His Hamartia Trilogy includes Lolling and Rolling (2015), Cuckoo (2017), and The History of Korean Western Theatre (2020). The trilogy represents a long-term exploration of the political landscape, colonial history and cultural identity of East Asia. Thematically, it focuses on structural issues in Korean society and how the inescapable past tragically affects our lives today. His newest creation Haribo Kimchi premiered in June 2024.

Koo majored in Theatre Studies (BFA, 2011) at Korea National University of Arts and earned a master’s degree (MA, 2016) at DAS Theatre in Amsterdam.


Learn More

The day after the South Korean president declared martial law, Koo sat down with Philip Bither, the Walker’s curator of performance, to discuss how art, performance, and hacking rice cookers can address the inescapable past that casts shadows across our lives today.

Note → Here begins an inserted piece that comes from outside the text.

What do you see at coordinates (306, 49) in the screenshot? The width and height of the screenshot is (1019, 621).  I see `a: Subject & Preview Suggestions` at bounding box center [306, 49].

For over three decades, the Walker’s annual theater series Out There has surveyed leading theater and performance makers from around the world who approach the art form of theater in fresh and new ways. Inviting a carefully curated group of global projects, Out There reflects a spectrum of new ideas and approaches to what we think of as theater.


Living Land Acknowledgment

The McGuire Theater and Walker Art Center are located on the contemporary, traditional, and ancestral homelands of the Dakota people. Situated near Bde Maka Ska and Wíta Tópa Bde, or Lake of the Isles, on what was once an expanse of marshland and meadow, this site holds meaning for Dakota, Ojibwe, and Indigenous people from other Native nations, who still live in the community today. 

We acknowledge the discrimination and violence inflicted on Indigenous peoples in Minnesota and the Americas, including forced removal from ancestral lands, the deliberate destruction of communities and culture, deceptive treaties, war, and genocide. We recognize that, as a museum in the United States, we have a colonial history and are beneficiaries of this land and its resources. We acknowledge the history of Native displacement that allowed for the founding of the Walker. By remembering this dark past, we recognize its continuing harm in the present and resolve to work toward reconciliation, systemic change, and healing in support of Dakota people and the land itself. 

We honor Native people and their relatives, past, present, and future. As a cultural organization, the Walker works toward building relationships with Native communities through artistic and educational programs, curatorial and community partnerships, and the presentation of new work. 


Acknowledgments

Program support provided by Flanders State of the Art and Leni and David Moore, Jr./The David and Leni Moore Family Foundation.
The Walker Art Center’s Performing Arts programs are made possible by generous support from the Doris Duke Foundation through the Doris Duke Performing Arts Fund, the Andrew W. Mellon Foundation, and the National Endowment for the Arts.

Producers’ Council

Performing Arts programs and commissions at the Walker are generously supported by members of the Producers’ Council: Christina Evans and Weston Hoard; Nor Hall and Roger Hale; Judith Brin Ingber and Jerome Ingber; Neal Jahren; King’s Fountain/Barbara Watson Pillsbury; Sarah Lutman and Rob Rudolph; Emily Maltz; Leni and David Moore, Jr./The David and Leni Moore Family Foundation; Therese Sexe and David Hage; and Mike and Elizabeth Sweeney.

About the Walker Art Center

Known for presenting today’s most compelling artists from close to home and around the world, the Walker Art Center features a broad array of contemporary visual arts, music, dance, theater, and moving image works. Ranging from concerts and films to exhibitions and workshops, Walker programs bring us together to examine the questions that shape and inspire us as individuals, cultures, and communities. The adjacent Minneapolis Sculpture Garden, one of the first urban sculpture parks of its kind in the United States, holds at its center the beloved Twin Cities landmark Spoonbridge and Cherry by Claes Oldenburg and Coosje van Bruggen as well as some 60 sculptures on the 19-acre Walker campus.